Taking the small arm-chair at the bedside, I sorted the pile. The notes she had not glanced at for herself I read aloud, penciling on the margins the data for the answers. Some I replied to by telephone, which stood within her reach on the _table de nuit_; for a few I sat down at the desk and wrote. I was doing the latter, and had just scribbled the words "Mrs. James Worthington Rossiter will have much pleasure in accepting--" when she said, in a slightly querulous tone:
"I should think you"d do something about Hugh--the way he goes on."
I continued to write as I asked, "How does he go on?"
"Like an idiot."
"Has he been doing anything new?"
My object being to get a second version of the story Hugh had told me, I succeeded. Mrs. Rossiter"s facts were practically the same as her brother"s, only viewed from a different angle. As she presented the case Hugh had been merely preposterous, dashing his head against a stone wall, with nothing he could gain by the exercise.
"The idea of his saying he"ll not go to the Goldboroughs for the twelfth! Of course he"ll go. Since father means him to do it, he will."

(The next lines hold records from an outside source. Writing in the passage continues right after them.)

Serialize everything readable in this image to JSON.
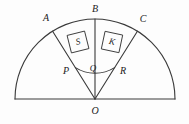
{
  "figure": {
    "width": 189,
    "height": 124,
    "background_color": "#fdfdfd",
    "stroke_color": "#3a3a3a",
    "text_color": "#1b1b1b"
  },
  "geometry": {
    "center": {
      "x": 95,
      "y": 99
    },
    "outer_radius": 80,
    "inner_radius": 37,
    "diameter": {
      "x1": 15,
      "y1": 99,
      "x2": 175,
      "y2": 99
    },
    "rays": [
      {
        "name": "OA",
        "angle_deg": 122,
        "from": "O",
        "to": "A"
      },
      {
        "name": "OB",
        "angle_deg": 90,
        "from": "O",
        "to": "B"
      },
      {
        "name": "OC",
        "angle_deg": 58,
        "from": "O",
        "to": "C"
      }
    ],
    "arcs": [
      {
        "name": "outer-semicircle",
        "radius": 80,
        "start_deg": 0,
        "end_deg": 180
      },
      {
        "name": "inner-arc-PQR",
        "radius": 37,
        "start_deg": 58,
        "end_deg": 122
      }
    ]
  },
  "points": [
    {
      "id": "A",
      "label": "A",
      "x": 49,
      "y": 31,
      "label_x": 46,
      "label_y": 18
    },
    {
      "id": "B",
      "label": "B",
      "x": 95,
      "y": 19,
      "label_x": 95,
      "label_y": 9
    },
    {
      "id": "C",
      "label": "C",
      "x": 137,
      "y": 31,
      "label_x": 143,
      "label_y": 19
    },
    {
      "id": "P",
      "label": "P",
      "x": 75,
      "y": 67,
      "label_x": 66,
      "label_y": 71
    },
    {
      "id": "Q",
      "label": "Q",
      "x": 95,
      "y": 62,
      "label_x": 93,
      "label_y": 68
    },
    {
      "id": "R",
      "label": "R",
      "x": 115,
      "y": 67,
      "label_x": 123,
      "label_y": 71
    },
    {
      "id": "O",
      "label": "O",
      "x": 95,
      "y": 99,
      "label_x": 95,
      "label_y": 111
    }
  ],
  "regions": [
    {
      "id": "S",
      "label": "S",
      "center_x": 78,
      "center_y": 42,
      "box_width": 18,
      "box_height": 18,
      "rotation_deg": -14
    },
    {
      "id": "K",
      "label": "K",
      "center_x": 112,
      "center_y": 42,
      "box_width": 18,
      "box_height": 18,
      "rotation_deg": 12
    }
  ]
}
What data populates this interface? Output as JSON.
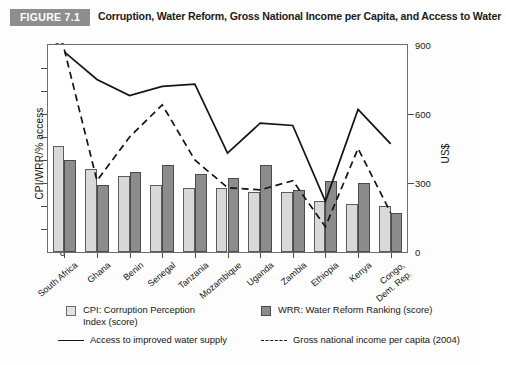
{
  "header": {
    "figure_label": "FIGURE 7.1",
    "title": "Corruption, Water Reform, Gross National Income per Capita, and Access to Water"
  },
  "axes": {
    "y_left_label": "CPI/WRR/% access",
    "y_right_label": "US$",
    "y_left_ticks": [
      "0",
      "10",
      "20",
      "30",
      "40",
      "50",
      "60",
      "70",
      "80",
      "90"
    ],
    "y_right_ticks": [
      "0",
      "300",
      "600",
      "900"
    ],
    "y_left_range": [
      0,
      90
    ],
    "y_right_range": [
      0,
      900
    ]
  },
  "legend": {
    "cpi": "CPI: Corruption Perception\nIndex (score)",
    "cpi_line1": "CPI: Corruption Perception",
    "cpi_line2": "Index (score)",
    "wrr": "WRR: Water Reform Ranking (score)",
    "access": "Access to improved water supply",
    "gni": "Gross national income per capita (2004)"
  },
  "chart_data": {
    "type": "bar",
    "title": "Corruption, Water Reform, Gross National Income per Capita, and Access to Water",
    "xlabel": "",
    "ylabel": "CPI/WRR/% access",
    "y2label": "US$",
    "ylim": [
      0,
      90
    ],
    "y2lim": [
      0,
      900
    ],
    "grid": false,
    "legend_position": "bottom",
    "categories": [
      "South Africa",
      "Ghana",
      "Benin",
      "Senegal",
      "Tanzania",
      "Mozambique",
      "Uganda",
      "Zambia",
      "Ethiopia",
      "Kenya",
      "Congo, Dem. Rep."
    ],
    "series": [
      {
        "name": "CPI: Corruption Perception Index (score)",
        "type": "bar",
        "axis": "left",
        "values": [
          46,
          36,
          33,
          29,
          28,
          28,
          26,
          26,
          22,
          21,
          20
        ]
      },
      {
        "name": "WRR: Water Reform Ranking (score)",
        "type": "bar",
        "axis": "left",
        "values": [
          40,
          29,
          35,
          38,
          34,
          32,
          38,
          27,
          31,
          30,
          17
        ]
      },
      {
        "name": "Access to improved water supply",
        "type": "line",
        "axis": "left",
        "style": "solid",
        "values": [
          87,
          75,
          68,
          72,
          73,
          43,
          56,
          55,
          22,
          62,
          47
        ]
      },
      {
        "name": "Gross national income per capita (2004)",
        "type": "line",
        "axis": "right",
        "style": "dashed",
        "values": [
          880,
          310,
          500,
          640,
          400,
          280,
          270,
          310,
          110,
          450,
          170
        ]
      }
    ]
  }
}
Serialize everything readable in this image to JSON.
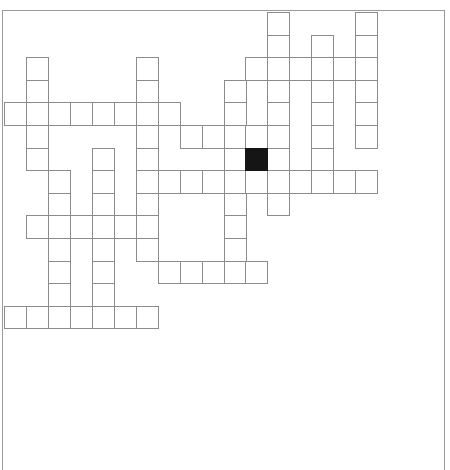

I was addressing an envelope, and went on with my task. "But I thought you said he"d left home?"
"Oh, well, he"ll come back."
"But suppose he doesn"t? Suppose he goes to work?"
"Pff! The idea! He won"t keep that up long."
I was glad to be sitting with my back to her. To disguise the quaver in my voice I licked the flap of the envelope as I said:
"But he"ll have to if he means to support a wife."
"Support a wife? What nonsense! Father means him to marry Cissie Boscobel, as I"ve told you already--and he"ll fix them up with a good income."
"But apparently Hugh doesn"t see things that way. He"s told me--"
"Oh, he"d tell you anything."
"He"s told me," I persisted, boldly, "that he--he loves me; and he"s made me say that--that I love him."
"And that"s where you"re so foolish, dear Miss Adare. You let him take you in. It isn"t that he"s not sincere; I don"t say that for a minute.
But people can"t go about marrying every one they love, now can they? I should think you"d have seen that--with the heaps of men you had there at Halifax--hardly room to step over them."
I said, slyly, "I never saw them that way."
"Oh, well, I did. And by the way, I wonder what"s become of that Captain Venables. He was a case! He could take more liberties in a half-hour--don"t you think?"
"He never took any liberties with me."
"Then that must have been your fault. Talk about Mr. Millinger! Our men aren"t in it with yours--not when it comes to the real thing."
I got back to the subject in which I was most interested by saying, as I spread another note before me:
"It seems to be the real thing with Hugh."
"Oh, I dare say it is. It was the real thing with Jack. I don"t say"--her voice took on a tender tremolo--"I don"t say that it wasn"t the real thing with me. But that didn"t make any difference to father.
It was the real thing with Pauline Gray--when she was down there at Baltimore; but when father picked her out for Jack, because of her money and his relations with old Mr. Gray--"
I couldn"t help half turning round, to cry out in tones of which I was unable to conceal the exasperation: "But I don"t see how you can all let yourselves be hooked by the nose like that--not even by Mr.
Brokenshire!"
Her fatalistic resignation gave me a sense of helplessness.
"Oh, well, you will before father has done with you--if Hugh goes on this way. Father"s only playing with you so far."
"He can"t touch me," I declared, indignantly.
"But he can touch Hugh. That"s all he needs to know, as far as you"re concerned." She asked, in another tone, "What are you answering now?"
I told her it was the invitation to Mrs. Allen"s dance.
"Then tear it up and say I can"t go. Say I"ve a previous engagement. I"d forgotten that they had that odious Mrs. Tracy Allen there."
I tore up the sheet slowly, throwing the fragments into the waste-paper basket.
"Why is she odious?"
"Because she is." She dropped for a second into the tone of the early friendly days in Halifax. "My dear, she was a shop-girl--or worse. I"ve forgotten what she was, but it was awful, and I don"t mean to meet her."
I began to write the refusal.
"She goes about with very good people, doesn"t she?"